How Israel and Elkis Drago arrived here 14 years apart and in contrasting fashion is a tale of two times.

In 1980, when Castro last allowed Cubans to leave, hundreds of Cuban emigres were permitted to sail from Florida to Cuba to pick up their families and others. Israel Drago came over with more than 300 refugees on a shrimp boat out of Miami.

When Elkis Drago came over last week, he and 10 others were clinging to a raft of planks tied to inner tubes wrapped in sacking.

The reason for the differing degrees of danger: In 1980, the Castro regime sanctioned the organized boatlift. Now, it is allowing the Cubans to leave but is not providing any help or facilities.

In 1980, then-President Jimmy Carter accepted the exodus, to his eventual political detriment. Now, the Clinton administration, trying to hold down the numbers, has threatened to prosecute any Americans who attempt to organize a sealift and has reversed a policy that allowed automatic right of entry to Cubans.

In the Mariel boatlift, 125,266 Cubans came here between April 21 and Sept, 29, 1980. Mr.

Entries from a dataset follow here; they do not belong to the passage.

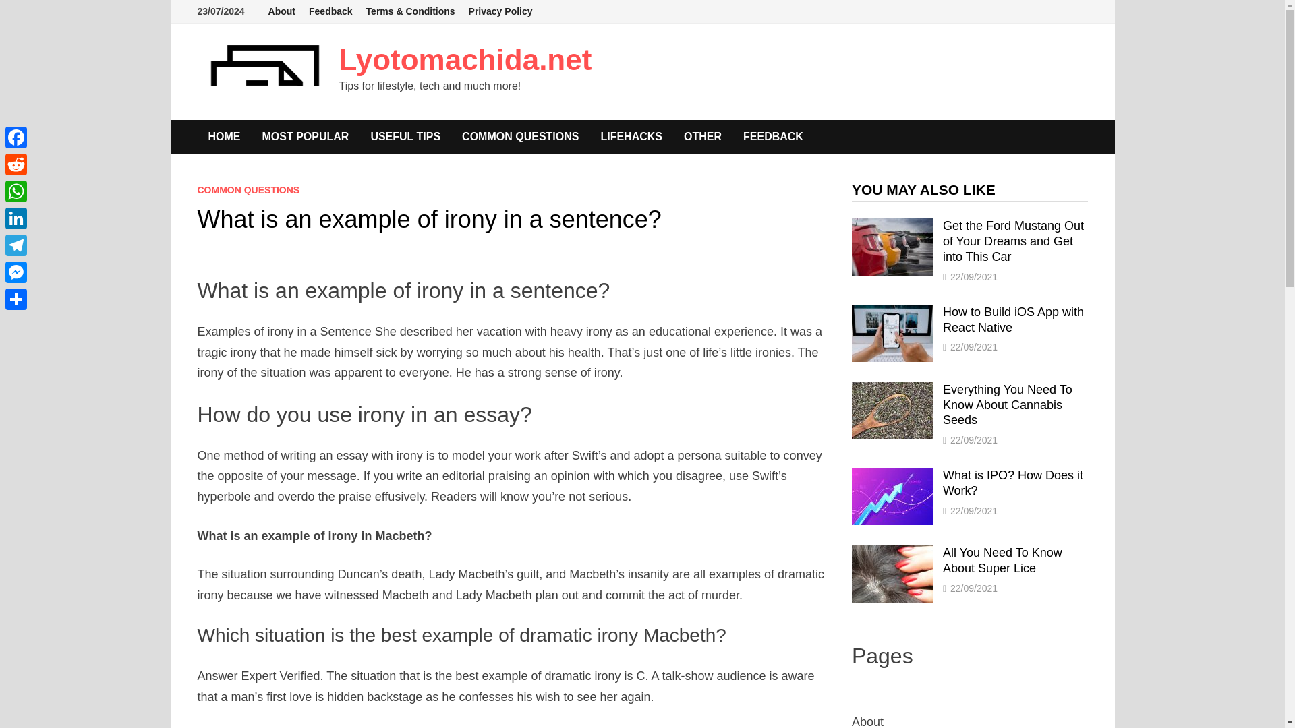 The height and width of the screenshot is (728, 1295). I want to click on OTHER, so click(703, 136).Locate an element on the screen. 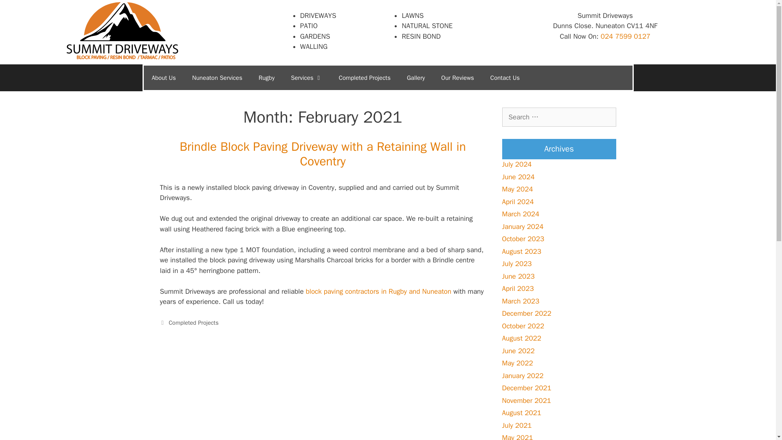  Gallery is located at coordinates (416, 77).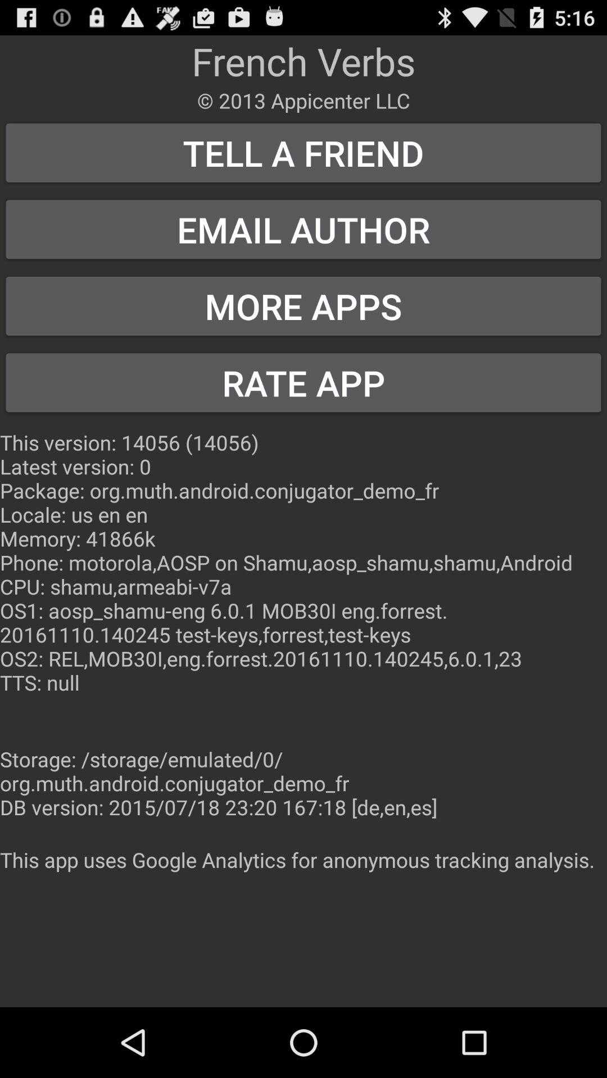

Castro used the boat lift to export many of his country's criminals and mental patients to the United States. At its peak, more than 6,000 Cubans were arriving daily.

In the latest surge, more than 8,000 rafters have been picked up this year, more than 2,000 in the past week.

The influx has brought appeals for federal emergency aid from Florida Gov. Lawton Chiles. Florida is estimated to have spent more than $1 billion resettling Cubans since the Mariel boatlift. Mr. Clinton, refusing emergency aid, last week announced a new policy, making it more difficult for Cubans to become legal residents.

Until the policy change, Cubans were automatically allowed legal entry into the U.S. as fugitives from communism. They were given a small stipend for 90 days, a work permit, temporary housing, and were eligible for Medicaid, food stamps and welfare for 90 days.

Under the new approach, Cuban rafters picked up by the Coast Guard will be taken to Guantanamo Naval Base, Cuba, but the refugees will not be allowed to apply for asylum in the United States. Those who actually land on U.S. beaches will be taken to detention centers here by the Immigration and Naturalization Service to see whether they should be allowed into the United States.

'I'm from Cuba'

Imagine the surprise this past week in this pastel, shaded corner of hedonism when a lone sailboarder, his feet blistered white, his skin glowing and peeling, stepped ashore and told the seafront homeowner who met him "I'm from Cuba"; when a hungry, salt-covered rafter staggered into a beach motel at breakfast time; or when veranda viewers of the crimson sunset at this southernmost tip of the United States, saw the silhouettes of half a dozen Cuban boat people float silently by.

Four of the strange and sluggish craft that have arrived among the sleek-hulled catamarans, jet skis and glass-bottomed boats that normally ply these waters now lie, slowly deflating in a gravel yard, grim reminders of harsh reality.

They are among the hundreds of rafts that have made it safely here, tangles of rubber, wood and rope, strikingly insecure platforms from which to launch a new life.

They offer silent testimony to the risks Cubans are willing to take to escape dictatorship.

Now these four rafts from this motley flotilla are kept outside the Cuban Refugee Center.

It is the only place in Key West, until last Friday, where one could routinely meet the rafters, or, just as frequently, Cuban-Americans waiting and hoping for word of relatives they knew had set sail but had been heard of no more.

'We are not taking messages'

The four walls of a room at the center are covered with written appeals for information about missing boat people.

"We are not taking messages any more," said Leon Rozio, a volunteer at the center. "It is heartbreaking.

"You get to the point that, when you go back to society, you are destroyed emotionally. You are out of excuses in your mind as to how these things happen."

The center, a church-backed organization, offers Cuban boat people a shower, a change of clothing, and a hot meal.

"The whole idea of this place was to help whichever way we could," said Mr. Rozio, a 1961 Cuban emigre. "We are still going to do that."